MANILA (AFP) -
In a nation
with a famously raucous political scene, Rodrigo Duterte stands out as
one of the Philippines' most colourful, unorthodox and controversial
figures.
The longtime mayor of the southern city of Davao has
captivated Filipinos with vows of brutal but quick solutions to crime
and poverty, offering himself as a strongman capable of up-ending
politics as usual.
A lawyer and former state prosecutor who
briefly joined a communist organisation in his youth, the 71-year-old
has appalled many with foul-mouthed rants including calling the pope a
"son of a whore".
But while his outbursts dominated the headlines,
none dented his popularity -- even a joke that he wanted to rape a
"beautiful" Australian missionary who was killed in a 1989 Davao prison
riot.
His rollicking ride to the presidency in Monday's election
is testament to the appeal of an anti-establishment politician in a
nation sickened by entrenched corruption and the domination of the
economy by a few dozen elite families.
Duterte is also an
undoubtedly charismatic politician and natural story-teller, with his
street language and off-colour jokes enraging his opponents but
captivating audiences on the campaign trail in recent months.
He
has further burnished his populist credentials by always wearing jeans
and casual shirts in public, and shunning the traditional "barong" shirt
worn for formal occasions.
Duterte, a serial adulterer who admits
to having four children by four women including his estranged wife, has
always been a contentious character.
Jesuit priests expelled the
truant and under-achieving high schooler from the Ateneo de Davao
school, where he boasted he played basketball while his classmates pored
over books in the library.
Duterte, the son of a former
provincial governor, was forced onto the straight and narrow by a
disciplinarian teacher-mother who hailed from an indigenous Muslim group
in the southern Philippines.
But friends say his Catholic father,
a lawyer who migrated from the central Philippines to the rich farming
lands of the Muslim-majority south to seek better work opportunities,
was his role model.
Christian Filipinos from the northern and
central Philippines were encouraged by the government after independence
to migrate to the Mindanao region and establish homesteads, holding up
the region as a "land of promise".
As presidential rivals began
conceding defeat before dawn Tuesday, Duterte visited his parents'
mausoleum and sobbed unashamedly.
- 'Dictator in the making' -
The
young Duterte went to college in Manila, where Jose Maria Sison, the
now exiled founder of the country's deadly and long-running Communist
insurgency, became one of his teachers and inspired his flirtation with
the movement.
He studied to become a lawyer at the San Beda Law
School, and became a government prosecutor where he said he saw
first-hand the corruption that pervades all levels of Philippine
society.
He entered politics in 1986, after the fall of the dictator Ferdinand Marcos.
Ironically
he was initially appointed as caretaker vice mayor of Davao by the new
leader Corazon Aquino, mother of outgoing president and staunch Duterte
critic Benigno Aquino.
Aquino warned during the election campaign that Duterte was a dictator in the making but voters took little heed.
Duterte
has been mayor of Davao -- the third largest city in the Philippines
with a population of about two million -- for most of the past two
decades.
Like much of the rest of Mindanao, Davao was wracked by communist and Muslim insurgencies when he first came into office.
He
now has a reputation for transforming the city into one of the nation's
safest and most orderly, with smoking banned in public places and a
midnight curfew for drinking alcohol in public.

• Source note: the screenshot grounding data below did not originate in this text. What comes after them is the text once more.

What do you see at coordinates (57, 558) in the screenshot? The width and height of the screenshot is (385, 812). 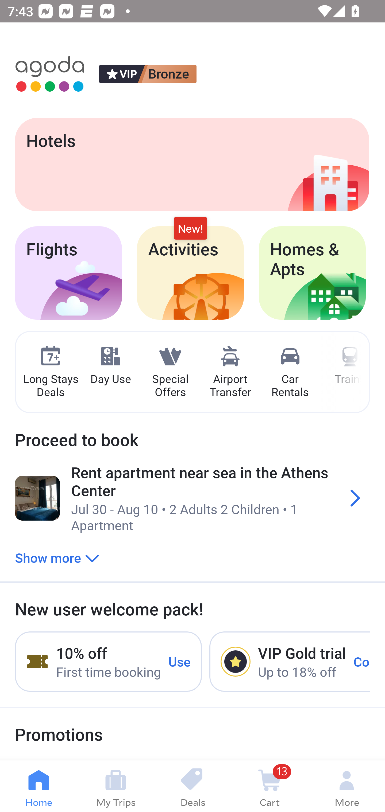 I see `Show more` at bounding box center [57, 558].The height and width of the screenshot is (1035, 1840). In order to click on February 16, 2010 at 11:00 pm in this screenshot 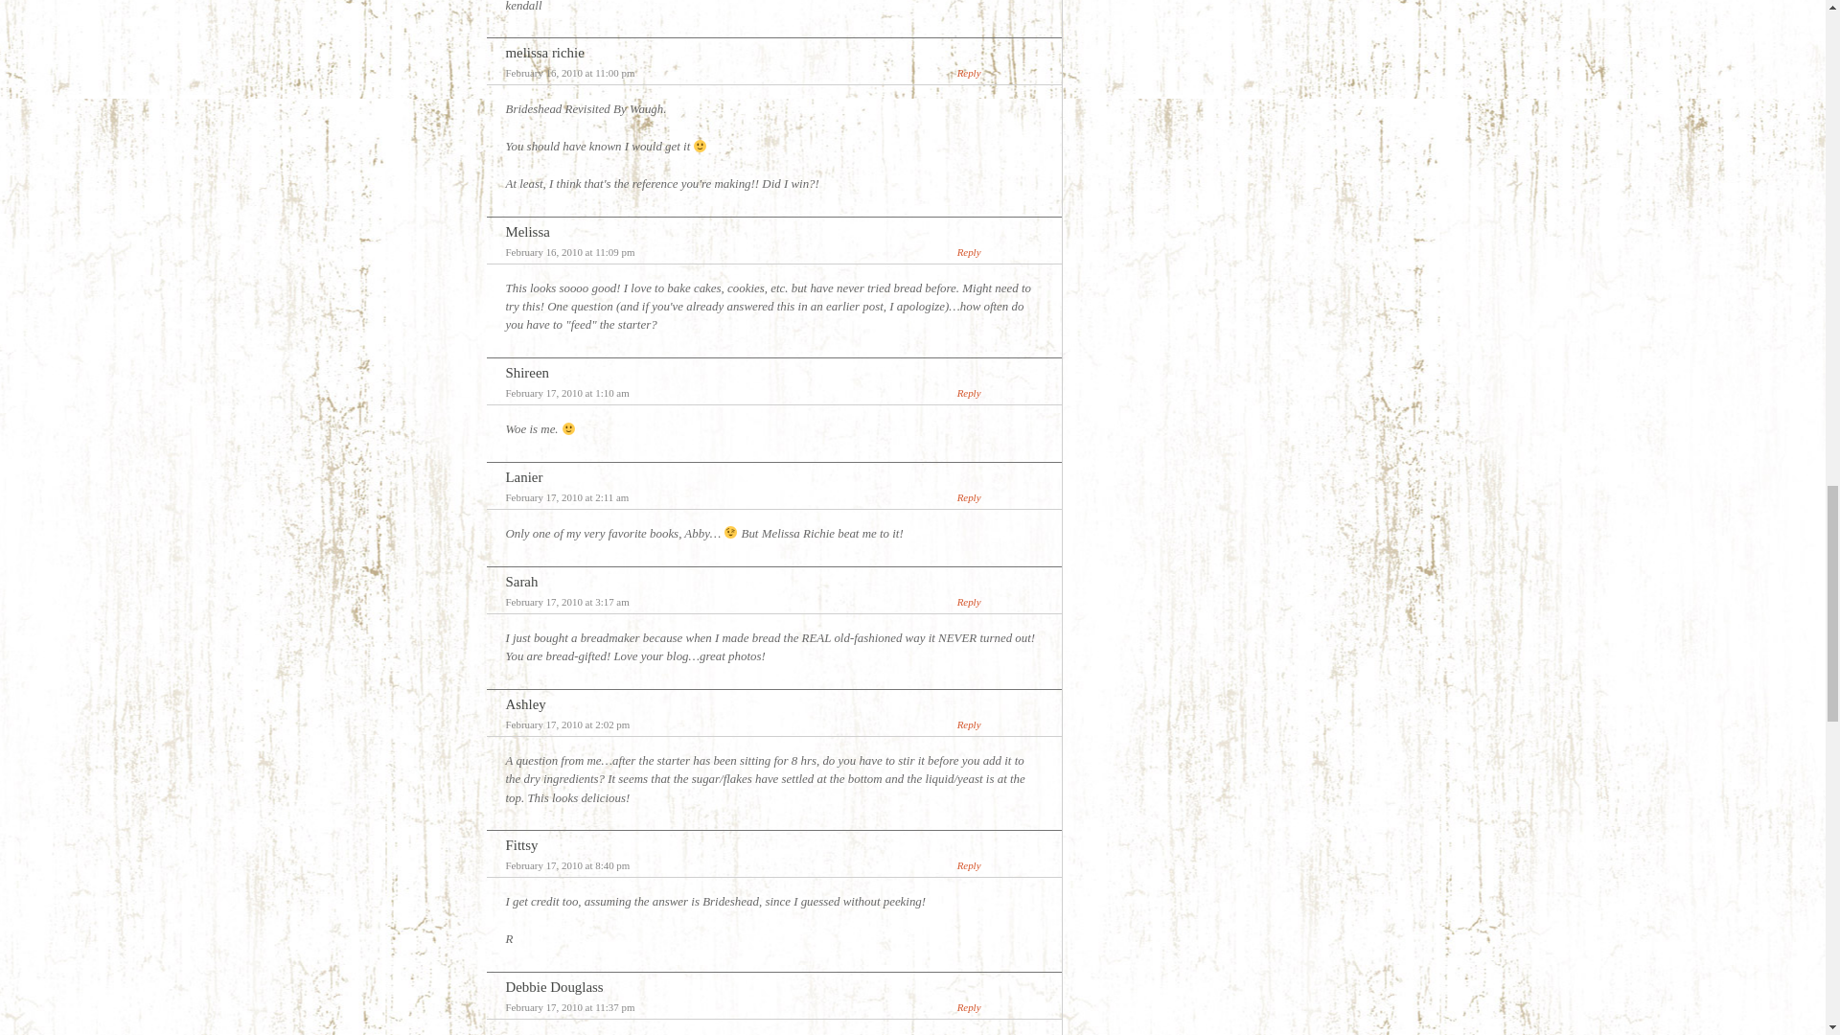, I will do `click(570, 73)`.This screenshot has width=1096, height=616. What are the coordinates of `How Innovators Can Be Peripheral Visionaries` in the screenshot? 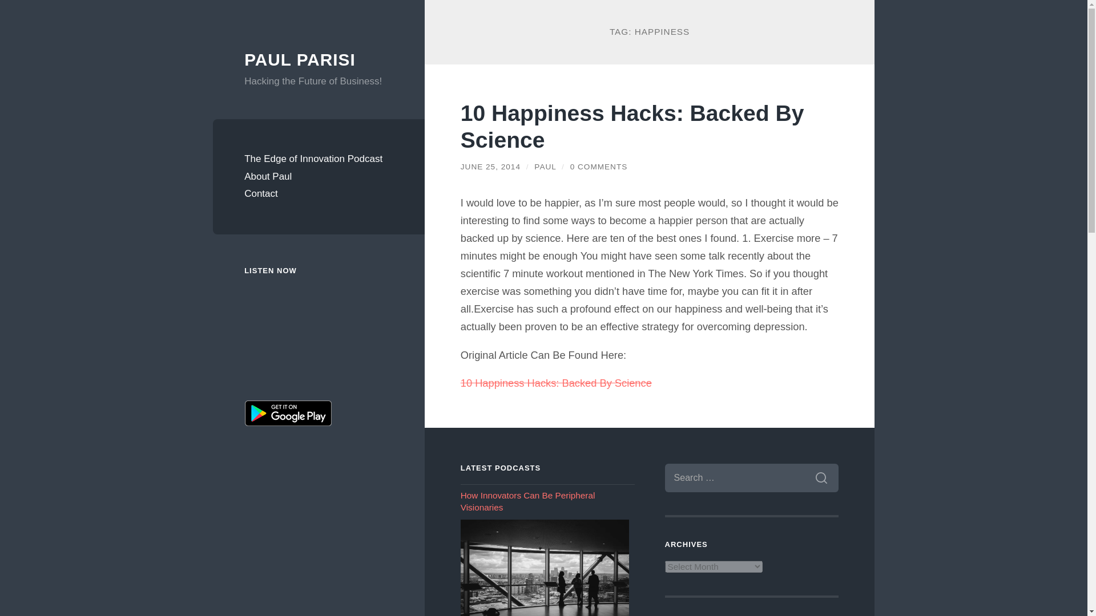 It's located at (544, 568).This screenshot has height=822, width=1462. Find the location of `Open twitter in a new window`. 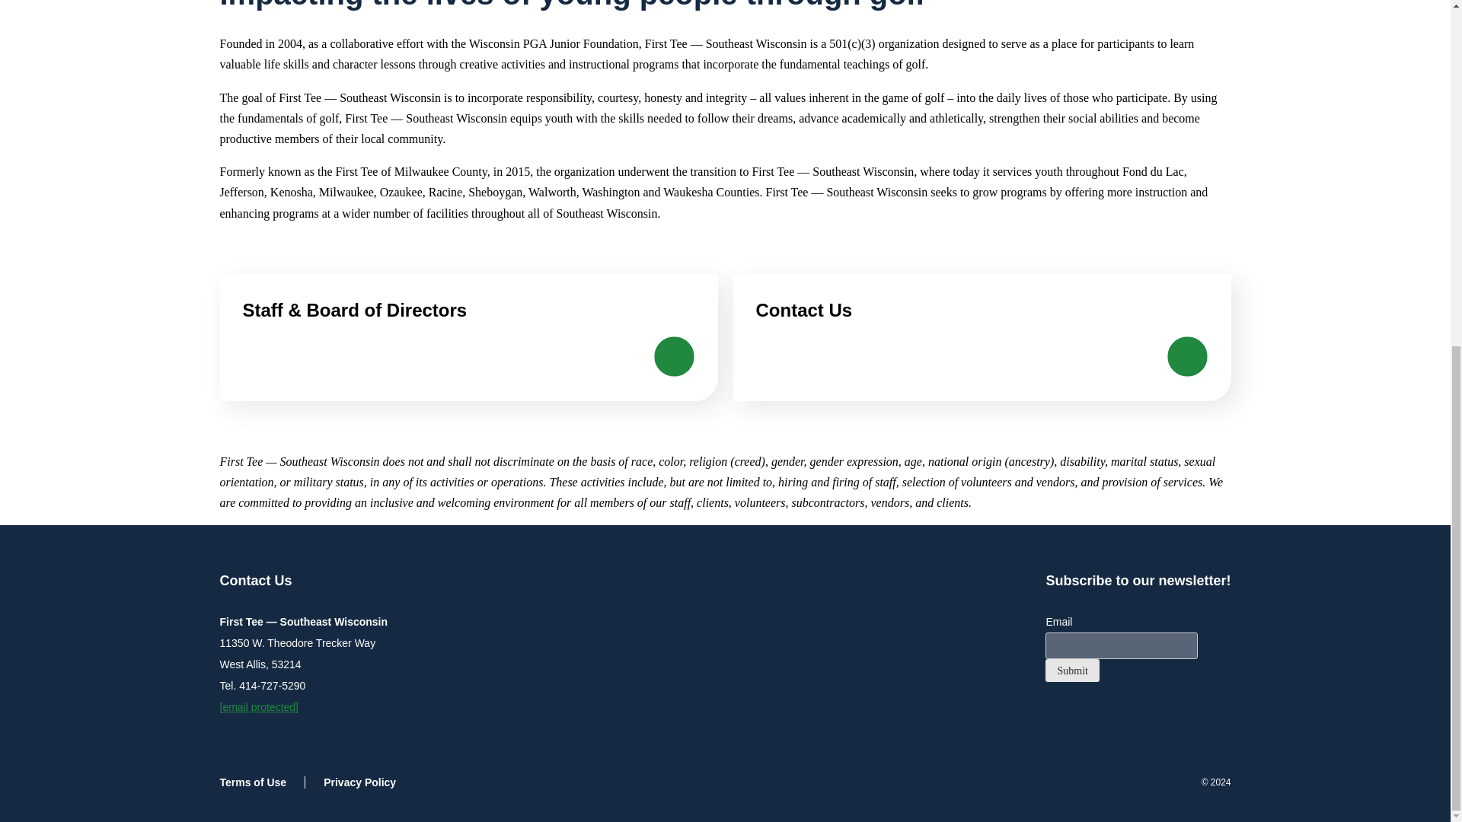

However some of his other methods have been hugely controversial.
Duterte
is accused of running death squads -- made up of police, ex-communist
rebels and hired assassins -- that rights groups say have killed more
than 1,400 people, including children.
Duterte has at times boasted of leading the death squads and at other times denied any links.
But
on the presidential campaign trail, he vowed to clean up the rest of
the country using the same tactics as in Davao, and warned security
forces would be unleashed to kill tens of thousands of criminals.